The cabin was built originally by the U.S. government, and it served as a stopover on what was a military road that followed today's highway 55 and kept going to Three Lakes and eventually to Michigan. Before that, the road was an Indian footpath for migration, and one can deduce that animals followed the path on a north-south route.

Now 85 years old, the senior Ackley said that he lived in the cabin at one time, from age twelve to age eighteen. "Back in those days," he said, "I thought I was living in a mansion. My mother and father lived in a tarpaper shack, dirt for a floor," Ackley, Sr. said.

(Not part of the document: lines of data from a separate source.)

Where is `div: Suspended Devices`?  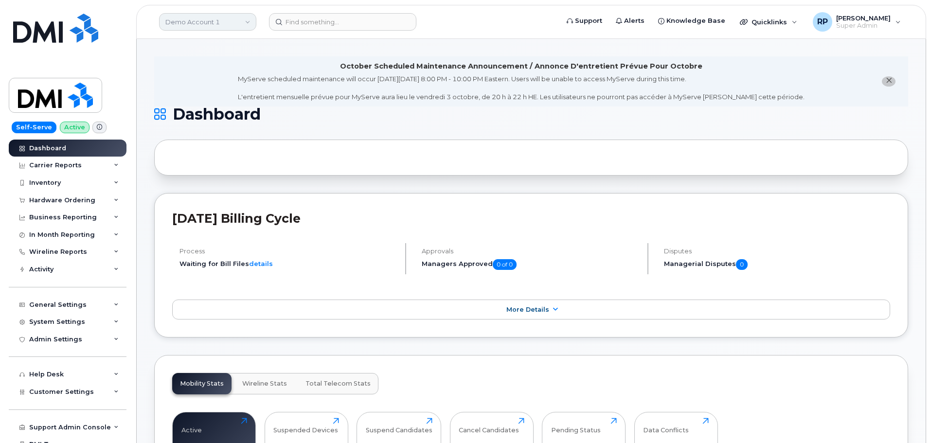 div: Suspended Devices is located at coordinates (305, 426).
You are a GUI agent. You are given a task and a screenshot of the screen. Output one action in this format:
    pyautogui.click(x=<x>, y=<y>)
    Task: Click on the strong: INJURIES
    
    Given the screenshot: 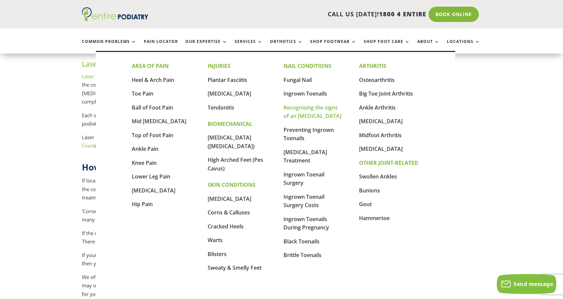 What is the action you would take?
    pyautogui.click(x=219, y=66)
    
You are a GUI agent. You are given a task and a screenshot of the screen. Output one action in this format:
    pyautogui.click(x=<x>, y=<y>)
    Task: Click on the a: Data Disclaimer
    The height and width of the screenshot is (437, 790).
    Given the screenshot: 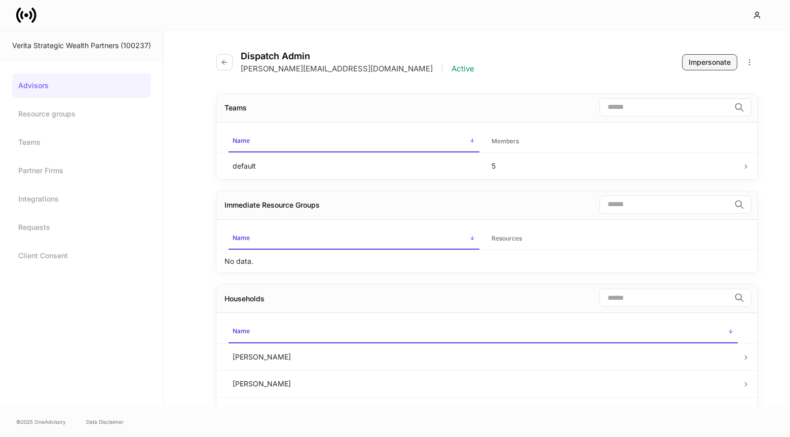 What is the action you would take?
    pyautogui.click(x=105, y=422)
    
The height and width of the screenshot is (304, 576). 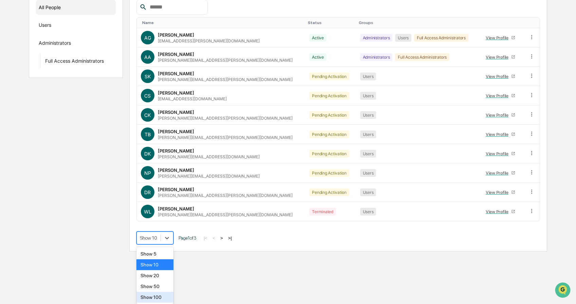 What do you see at coordinates (148, 173) in the screenshot?
I see `span: NP` at bounding box center [148, 173].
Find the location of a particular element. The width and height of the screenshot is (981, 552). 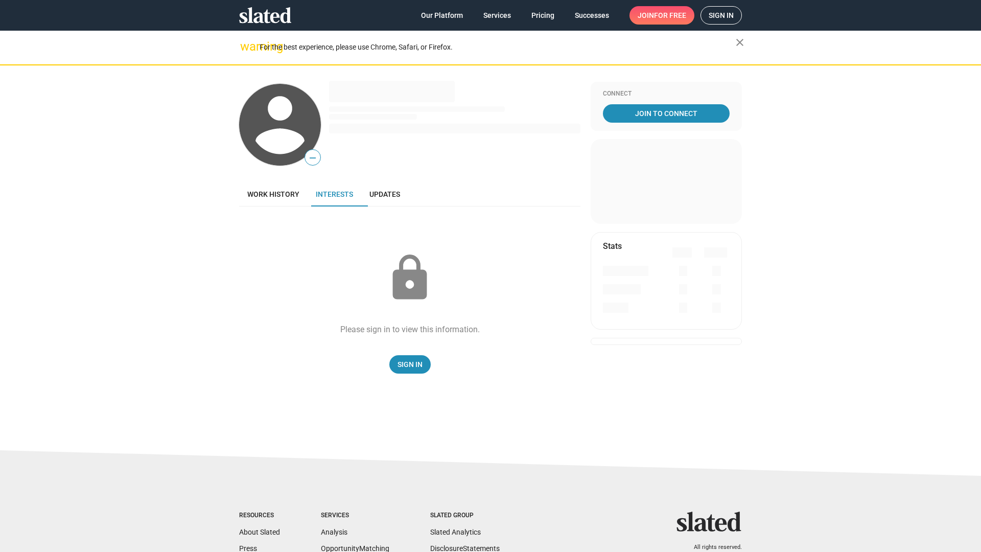

div: Resources is located at coordinates (259, 515).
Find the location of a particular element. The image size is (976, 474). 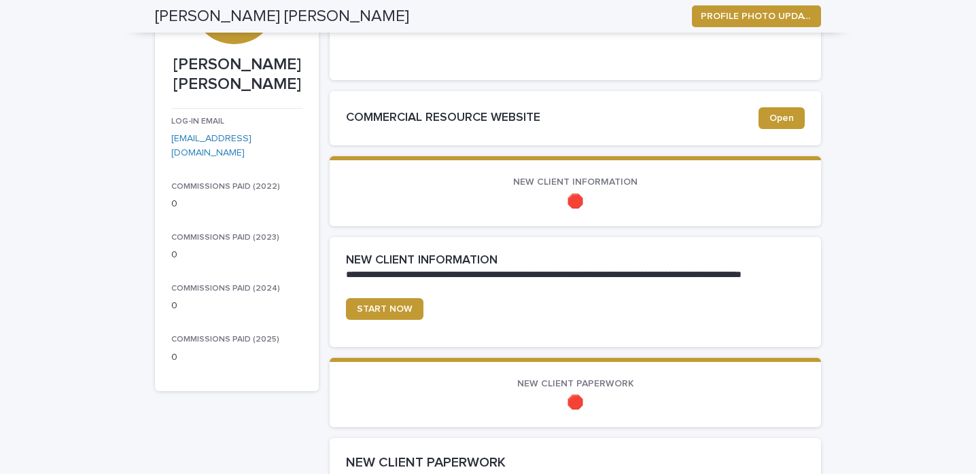

span: COMMISSIONS PAID (2025) is located at coordinates (225, 340).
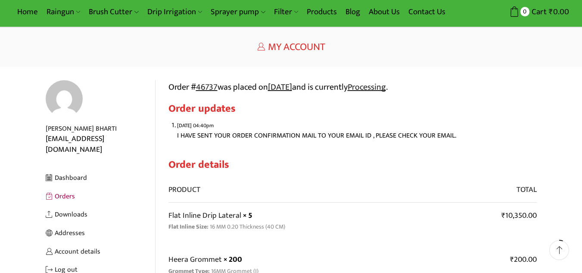 This screenshot has height=273, width=582. What do you see at coordinates (100, 251) in the screenshot?
I see `a: Account details` at bounding box center [100, 251].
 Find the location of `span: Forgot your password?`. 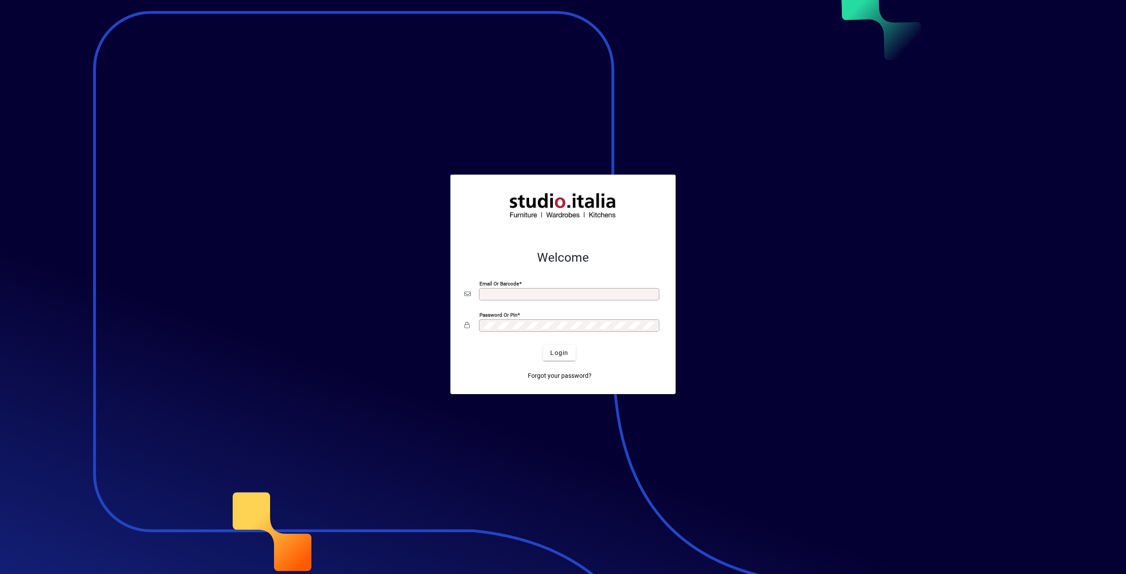

span: Forgot your password? is located at coordinates (559, 375).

His story of education is one of both travesty and triumph. When the government decided members of Indian nations should go to school and rid themselves of their native tongues, he was whisked off to Lac du Flambeau at the age of five. Ackley was not allowed to speak Ojibwe, his own language and all he knew. He asked a girl where to go to the bathroom. The teacher beat him on the back of his hand with a stick. The scars remain today.

"My hand was bleeding," Ackley said. "The more she hit me – I never cried – I wondered why she was beating me."

He couldn't express himself in any language except his own.

In The Code Talkers, an autobiography of the Navajo and their vast contributions during World War II, the writer also speaks of similar treatment, of the beatings and the attempts to rid them of their language. Yet it was that voice which turned out to be a code no Axis nation could break.

By age twelve, Ackley returned to Mole Lake, and he slept upstairs in the cabin. The male of the household was the County commissioner, and Ackley lived there with the man, his wife, and the daughter, the Mole Lake schoolteacher. His only theory about why he was accorded a place to stay other than the home conditions was because he was quiet and did a lot of artwork. He left school to enter the service for ten years. For service to the country, Ackley, Sr. was awarded the Purple Heart.

In an easy weekend, with the booths set up around the perimeter, visitors came, stayed for awhile, and left. Jim Smith worked the parking lot early. A couple from Elcho brought a llama and a goat and the goods and products provided because of them. In one corner, Anthony Gauthier from Keshena sold his Native American paintings. Velma Landru made squaw bread from flour, salt, sugar, baking powder and water in the traditional style she learned from her mother. She tilted the cast iron fry pans near the end of the cooking process so that a fire browned the top.

Red Star Express, an 8-piece bluegrass group out of Newton, Wisconsin, began playing about two o'clock, almost straight across from where Peter McGeshick and Roger McGeshick showed the process of parching manoomin and ridding it of its chaff. At one point in the process, Peter dumped the wild rice into a container and used his feet, like crushing grapes, to separate the kernel from the shell.

The low-key weekend event exhibited a relaxed atmosphere. Ackley, Jr. realized that donations would not pay the expense cabin guidelines demanded for the cabin's restoration. They'd spent $70,000 on the cedar shakes and to have an architect assess the needs, and they have a grant; but in a way, a small donation allows a person to feel part of the process, part of keeping heritage alive.